The deleterious impacts of forums, IRC, and possibly blogging on writing/thinking style.

The right honorable gentlemen is indebted to his memory for his jokes and his imagination for his facts.
~Richard Brinsley Sheridan

I’ve noticed …

I think the quality and clarity of my writing has been on a steady decline lately. Particularly when it counts — classwork. I got my first paper back in phil 303 (a couple weeks ago, I’ve been sort of mulling it over since then), and it confirmed what I suspected. I used to write “well-written, well-structured and thoughtful” papers. Now I write things deserving of feedback like “This paper isn’t well-written or well structured, but the idea at its center is imaginative and interesting”.

Got me a B+. Which is ok … but the feedback on style is what I find more interesting than the actual grade.

As my gotwoot forum post count climbs (it’s over 1000 now), and as I spend more of my intellectually-engaged downtime either on irc or on forums (as opposed to disengaged time playing games), I’m finding it harder to construct complex and meaningful arguments … particularly arguments that span the course of a couple of pages.

So why is this? There’s been a lot of changes in my lifestyle in the last four of five years. I started fansubbing in mid 2002, doing qc. By 2003, I was doing what amounted to editing and qc work, and that kept up (and kept drifting toward more pure editing) until into like august 2005 (I parted ways with AonE at the end of 2004, and did Futakop Alternative with AnY starting in around march of 2005, ending in probably july or august I guess).

More than that, I’ve spent a lot of time on irc the last four years, and a lot of time on various forums (mainly gotwoot and animesuki). And not a lot of time reading intellectually stimulating well-written stuff in general.

What is it about forums and irc that are so detrimental to my writing style? On the basic level, I think it’s the pacing. Good, clear and precise thinking happens when you give it the time and focus to do it. A clear argument has to have time to solidify, and then be trimmed back to the bare minimum, and be recast as that, and solidify again. It’s not something that you can just spew out on a whim and expect to fly. But on real-time or nearly real-time media (irc and forums, respectively), you don’t really have that time to pace yourself and write clear, thoughtful arguments. Forum threads move too fast, someone else replies with a short, skeletal response that’s roughly equivalent to your own more fleshy reply.

So I guess I’m being influenced by forum/irc culture, learning to toss up vapors and skeletons instead of structurally sound arguments. When in Rome, or something like that?

But I don’t think that’s the sole source of my problem. Rather, it’s a co-conspirator. And that’s where the quotation above comes in.

See, I’m no genius writer. I have no truly distinct personal style in the sense that the people I regard as great modern authors do. Rather, I borrow my style.

Back in high school, and into my earlier years in college, I did a lot of reading, and a lot of writing. Most of the reading I did was fiction, and a lot of that was very well-written. Like I said, stuff like Orwell, Rand, Updike, Pratchett … all these different styles that I absorbed and modeled my own writing after. Every author I read shaped my writing a bit, and I read a LOT. I probably read a major work of fiction a week in those days.

That’s where the other lifestyle change lies, and the other conspirator in the decline of my writing. I’ve replaced my old books with the internet, opting for short saucy news and tech articles over the worthwhile time investment in good fiction. Even the books I pick up these days are all nonfiction stuff … and no matter how well you write about science or information security or psychology or philosophy, it’s still downright boring when compared to the most vapid works of fiction.

That’s where the genius of an Orwell or a Rand or a Wells lies … they’re able to make these great pieces of fiction that revolve around science or philosophy or psychology — that are still intellectually engaging on more than just the candy level of fantasy and romance — but are also manage to be as delicious to consume as those are.

I feel like there’s a huge absence of well-written fiction in my life right now. I try to fill the gap with the narratives of rpgs, with the endless tech articles, with anime, but it’s just not the same. And it’s the other side that’s totally ruining my writing style …

After all, if you’ve got to copy someone, it’s better to copy someone great than some random nooblet on a web forum, right?

One Response to “The deleterious impacts of forums, IRC, and possibly blogging on writing/thinking style.”

  1. Joel Says:

    Great, now I’ve got to live in fear that the Internet is making me stupid. I also substituted “real” reading for Internet reading, and find it hard to go back. I don’t even know what the point of this post is… I’m formulating it as I go. I guess therein lies the problem.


Search the records that follow and extract every line containing the string "Mapbox".

## Exercise materials

---*---

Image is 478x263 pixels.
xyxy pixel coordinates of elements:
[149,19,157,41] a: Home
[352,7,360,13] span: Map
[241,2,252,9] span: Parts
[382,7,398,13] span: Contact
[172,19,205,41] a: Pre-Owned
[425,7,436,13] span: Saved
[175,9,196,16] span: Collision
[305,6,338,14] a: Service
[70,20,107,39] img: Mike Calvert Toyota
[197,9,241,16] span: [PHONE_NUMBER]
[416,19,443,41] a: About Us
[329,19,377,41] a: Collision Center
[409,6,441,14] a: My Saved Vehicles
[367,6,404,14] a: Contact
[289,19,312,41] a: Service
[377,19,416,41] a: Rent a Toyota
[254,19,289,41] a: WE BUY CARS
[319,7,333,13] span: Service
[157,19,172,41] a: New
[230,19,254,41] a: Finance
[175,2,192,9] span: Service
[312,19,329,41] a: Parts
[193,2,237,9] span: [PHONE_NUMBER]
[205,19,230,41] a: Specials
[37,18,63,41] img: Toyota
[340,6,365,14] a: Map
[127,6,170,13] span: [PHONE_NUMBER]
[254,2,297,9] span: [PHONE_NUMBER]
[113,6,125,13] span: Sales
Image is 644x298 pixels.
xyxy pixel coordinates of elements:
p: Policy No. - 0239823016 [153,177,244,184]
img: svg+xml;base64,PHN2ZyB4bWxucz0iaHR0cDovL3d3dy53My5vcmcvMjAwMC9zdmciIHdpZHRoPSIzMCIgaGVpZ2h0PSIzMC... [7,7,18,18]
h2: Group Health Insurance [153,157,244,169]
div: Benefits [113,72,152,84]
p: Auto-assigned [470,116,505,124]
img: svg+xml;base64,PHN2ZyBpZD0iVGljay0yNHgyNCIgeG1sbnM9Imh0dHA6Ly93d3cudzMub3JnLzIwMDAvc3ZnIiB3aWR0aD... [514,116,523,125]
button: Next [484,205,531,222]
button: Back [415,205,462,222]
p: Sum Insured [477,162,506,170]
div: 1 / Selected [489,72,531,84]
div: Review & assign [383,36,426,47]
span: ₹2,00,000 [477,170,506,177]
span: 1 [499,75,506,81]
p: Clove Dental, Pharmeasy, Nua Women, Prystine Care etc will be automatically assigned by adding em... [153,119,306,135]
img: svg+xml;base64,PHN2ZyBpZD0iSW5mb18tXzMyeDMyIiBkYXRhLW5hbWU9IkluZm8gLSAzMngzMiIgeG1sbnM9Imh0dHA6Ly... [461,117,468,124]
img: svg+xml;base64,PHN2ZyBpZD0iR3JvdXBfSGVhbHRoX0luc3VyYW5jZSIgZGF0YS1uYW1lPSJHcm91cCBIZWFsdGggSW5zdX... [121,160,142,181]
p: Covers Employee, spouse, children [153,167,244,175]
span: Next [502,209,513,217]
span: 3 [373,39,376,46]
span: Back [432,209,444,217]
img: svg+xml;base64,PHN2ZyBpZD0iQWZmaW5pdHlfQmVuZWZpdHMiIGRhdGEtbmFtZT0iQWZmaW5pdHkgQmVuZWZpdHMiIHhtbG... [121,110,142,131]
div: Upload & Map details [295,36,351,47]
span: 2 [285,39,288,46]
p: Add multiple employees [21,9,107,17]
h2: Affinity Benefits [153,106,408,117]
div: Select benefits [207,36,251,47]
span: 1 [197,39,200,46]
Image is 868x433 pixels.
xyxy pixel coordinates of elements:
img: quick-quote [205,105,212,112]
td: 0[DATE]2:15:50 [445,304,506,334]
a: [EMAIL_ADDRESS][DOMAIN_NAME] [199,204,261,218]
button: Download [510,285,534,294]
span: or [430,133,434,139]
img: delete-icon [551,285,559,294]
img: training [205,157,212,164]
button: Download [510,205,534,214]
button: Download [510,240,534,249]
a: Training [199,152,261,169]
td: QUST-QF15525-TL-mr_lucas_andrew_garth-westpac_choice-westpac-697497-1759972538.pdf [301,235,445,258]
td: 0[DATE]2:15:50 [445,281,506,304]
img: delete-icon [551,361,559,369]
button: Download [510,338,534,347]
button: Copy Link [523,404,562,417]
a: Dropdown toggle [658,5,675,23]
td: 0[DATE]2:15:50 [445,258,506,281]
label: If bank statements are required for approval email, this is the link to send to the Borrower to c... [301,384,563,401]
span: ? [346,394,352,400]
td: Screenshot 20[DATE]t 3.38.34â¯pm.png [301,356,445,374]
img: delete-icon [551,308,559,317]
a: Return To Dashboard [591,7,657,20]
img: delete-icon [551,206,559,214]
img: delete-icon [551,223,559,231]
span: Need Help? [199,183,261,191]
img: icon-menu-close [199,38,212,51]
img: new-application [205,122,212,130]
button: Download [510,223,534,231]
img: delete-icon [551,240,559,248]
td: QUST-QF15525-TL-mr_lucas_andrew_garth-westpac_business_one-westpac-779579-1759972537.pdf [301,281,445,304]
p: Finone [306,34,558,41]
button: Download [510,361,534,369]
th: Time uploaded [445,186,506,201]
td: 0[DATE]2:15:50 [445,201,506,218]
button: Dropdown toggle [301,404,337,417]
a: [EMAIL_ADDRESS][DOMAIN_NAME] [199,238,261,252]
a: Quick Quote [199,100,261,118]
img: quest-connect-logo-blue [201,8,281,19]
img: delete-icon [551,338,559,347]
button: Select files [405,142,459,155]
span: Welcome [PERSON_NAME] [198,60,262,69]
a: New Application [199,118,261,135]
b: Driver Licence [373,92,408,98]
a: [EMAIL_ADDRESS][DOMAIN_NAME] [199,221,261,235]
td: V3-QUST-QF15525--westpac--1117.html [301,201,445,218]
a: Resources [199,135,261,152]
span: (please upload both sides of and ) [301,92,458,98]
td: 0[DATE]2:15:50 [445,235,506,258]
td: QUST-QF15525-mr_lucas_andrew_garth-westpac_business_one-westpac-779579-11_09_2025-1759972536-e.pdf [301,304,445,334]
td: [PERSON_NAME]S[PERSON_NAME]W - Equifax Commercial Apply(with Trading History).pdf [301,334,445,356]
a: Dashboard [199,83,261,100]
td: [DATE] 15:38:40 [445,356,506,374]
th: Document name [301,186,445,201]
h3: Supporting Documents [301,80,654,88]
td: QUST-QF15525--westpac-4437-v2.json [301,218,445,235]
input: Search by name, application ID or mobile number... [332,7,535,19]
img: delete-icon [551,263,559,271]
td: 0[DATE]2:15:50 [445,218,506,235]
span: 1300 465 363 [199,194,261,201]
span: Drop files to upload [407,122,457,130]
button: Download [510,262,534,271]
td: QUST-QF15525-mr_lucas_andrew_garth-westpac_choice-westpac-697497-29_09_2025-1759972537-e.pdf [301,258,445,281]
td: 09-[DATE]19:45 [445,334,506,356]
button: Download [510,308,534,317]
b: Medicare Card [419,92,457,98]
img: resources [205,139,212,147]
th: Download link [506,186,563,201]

---*---

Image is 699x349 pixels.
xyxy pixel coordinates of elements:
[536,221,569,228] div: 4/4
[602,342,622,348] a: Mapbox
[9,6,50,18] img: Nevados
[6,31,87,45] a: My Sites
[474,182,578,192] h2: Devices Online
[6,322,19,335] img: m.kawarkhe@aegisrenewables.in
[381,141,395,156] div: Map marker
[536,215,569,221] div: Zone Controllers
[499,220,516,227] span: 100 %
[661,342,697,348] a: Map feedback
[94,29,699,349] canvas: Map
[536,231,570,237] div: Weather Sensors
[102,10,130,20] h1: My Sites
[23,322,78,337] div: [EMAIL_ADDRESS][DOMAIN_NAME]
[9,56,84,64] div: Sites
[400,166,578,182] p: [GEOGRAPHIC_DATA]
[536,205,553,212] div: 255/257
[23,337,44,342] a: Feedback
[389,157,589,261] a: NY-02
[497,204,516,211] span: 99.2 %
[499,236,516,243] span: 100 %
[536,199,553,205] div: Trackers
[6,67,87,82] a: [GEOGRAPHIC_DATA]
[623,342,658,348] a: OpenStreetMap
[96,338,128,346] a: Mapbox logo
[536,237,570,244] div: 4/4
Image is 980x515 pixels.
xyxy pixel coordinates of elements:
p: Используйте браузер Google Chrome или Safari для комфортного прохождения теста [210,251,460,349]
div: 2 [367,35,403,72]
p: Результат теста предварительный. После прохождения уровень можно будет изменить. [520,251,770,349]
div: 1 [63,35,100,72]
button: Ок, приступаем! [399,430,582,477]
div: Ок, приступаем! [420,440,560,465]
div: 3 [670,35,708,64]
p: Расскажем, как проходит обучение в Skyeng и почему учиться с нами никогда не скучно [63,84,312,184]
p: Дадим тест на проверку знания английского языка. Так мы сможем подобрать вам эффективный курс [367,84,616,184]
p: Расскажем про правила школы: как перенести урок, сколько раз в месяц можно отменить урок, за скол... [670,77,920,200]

---*---

## Task solution
[602,342,622,348] a: Mapbox
[96,338,128,346] a: Mapbox logo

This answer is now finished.